Some police work, like meetings with confidential informants, cannot be recorded without making the work impossible. But cops who are on the beat, entering a home, stopping motorists and the like should be recorded while doing these things. With appropriate safeguards against “malfunction,” the cameras could both prevent unnecessary violence and support officers who are in fact justified in using deadly force.

Until the advent of universal peace and harmony, let’s give the cameras a try.

This is Common Sense. I’m Paul Jacob.

Categories
crime and punishment media and media people

Absence of Talk

Yesterday morning, Paul Waldman of the Washington Post wondered why libertarians and limited government conservatives weren’t all over the Ferguson riot suppression, and the police shooting that sparked the whole fracas. He recognized that Reason magazine’s website has covered it, but, he noted, “the politicians and conservative media figures who claim to be the most fervent advocates of individual freedom and to care the most about misuse of government power have been silent.”

One might be tempted to conclude they believe that when somebody’s grandson has to pay taxes on their inheritance, it’s a horrifying injustice that demands redress, but when somebody else’s grandson gets shot walking down the street, that’s just how things go sometimes.

Or maybe one should yield, instead, to the temptation to wait and see what they say when they say it. Rep. Justin Amash tweeted about it later in the day. But Waldman got his licks and innuendo in first.

The whole thing smacks of bad government to me — deadly misgovernment — but I can understand why many folks might want to reserve judgment.

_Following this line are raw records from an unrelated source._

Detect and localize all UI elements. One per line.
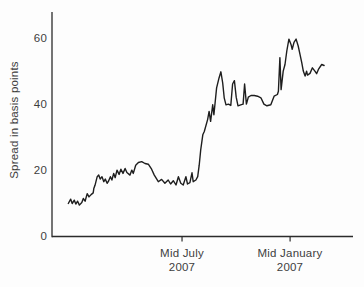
x-tick-label-mid-january: Mid January 2007 [230,246,350,274]
y-tick-label-40: 40 [18,98,47,110]
y-tick-label-60: 60 [18,32,47,44]
plot-svg [0,0,364,287]
x-tick-label-mid-july-line2: 2007 [122,260,242,274]
spread-line-chart: Spread in basis points 60 40 20 0 Mid Ju… [0,0,364,287]
spread-series-line [68,39,324,205]
x-tick-label-mid-july-line1: Mid July [122,246,242,260]
x-tick-label-mid-january-line1: Mid January [230,246,350,260]
x-tick-label-mid-january-line2: 2007 [230,260,350,274]
x-tick-label-mid-july: Mid July 2007 [122,246,242,274]
y-tick-label-0: 0 [18,230,47,242]
y-axis-title: Spread in basis points [8,61,20,179]
y-tick-label-20: 20 [18,164,47,176]
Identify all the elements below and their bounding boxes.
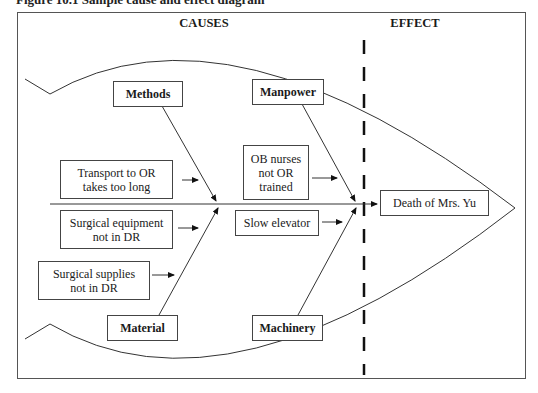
cause-surgical-supplies: Surgical supplies not in DR xyxy=(38,261,150,300)
category-manpower: Manpower xyxy=(252,79,324,105)
cause-slow-elevator: Slow elevator xyxy=(235,210,319,236)
manpower-bone xyxy=(302,104,355,201)
cause-transport: Transport to OR takes too long xyxy=(60,160,173,199)
causes-header: CAUSES xyxy=(164,16,244,31)
cause-ob-nurses: OB nurses not OR trained xyxy=(243,145,309,200)
category-material: Material xyxy=(107,315,178,341)
effect-box: Death of Mrs. Yu xyxy=(380,190,489,216)
category-machinery: Machinery xyxy=(252,315,323,341)
category-methods: Methods xyxy=(113,81,183,107)
effect-header: EFFECT xyxy=(380,16,450,31)
cause-surgical-equipment: Surgical equipment not in DR xyxy=(60,210,173,249)
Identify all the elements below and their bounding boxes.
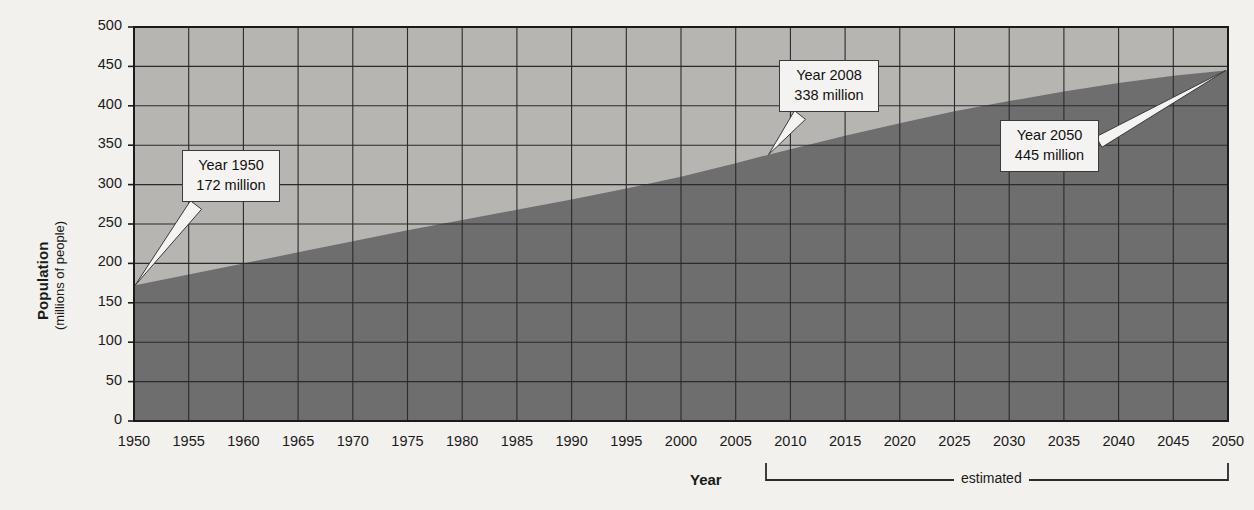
callout-1950-line1: Year 1950 bbox=[192, 156, 270, 176]
callout-2050: Year 2050 445 million bbox=[1000, 120, 1099, 172]
callout-2050-line2: 445 million bbox=[1010, 146, 1089, 166]
callout-1950-line2: 172 million bbox=[192, 176, 270, 196]
callout-2008: Year 2008 338 million bbox=[779, 60, 879, 112]
callout-1950: Year 1950 172 million bbox=[182, 150, 280, 202]
chart-figure: Population (millions of people) 50045040… bbox=[0, 0, 1254, 510]
plot-area bbox=[0, 0, 1254, 510]
callout-2008-line1: Year 2008 bbox=[789, 66, 869, 86]
callout-2008-line2: 338 million bbox=[789, 86, 869, 106]
gridlines bbox=[134, 27, 1228, 421]
x-axis-title: Year bbox=[690, 471, 722, 488]
callout-2050-line1: Year 2050 bbox=[1010, 126, 1089, 146]
estimated-label: estimated bbox=[954, 470, 1029, 486]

Weighing on the wait-and-comment-later side of this particular debate, it is worth acknowledging that the information so far has been awfully confusing. Especially since the Ferguson government has been cracking down on reporting and video recording, as well as being not very forthcoming about the initial shooting or the autopsy.*

The 24-hour news cycle is bad enough. The 24-hour commentary/reaction cycle is doubly daunting. Forgive me if I don’t have anything profound to say yet. I’m sure, when the facts become clearer, at least I will make my thoughts known.

Isn’t it too early to make comments about comments not made?

This is Common Sense. I’m Paul Jacob.

 

* Those are good reasons to be protesting in Ferguson. There are no good reasons for looting Ferguson businesses.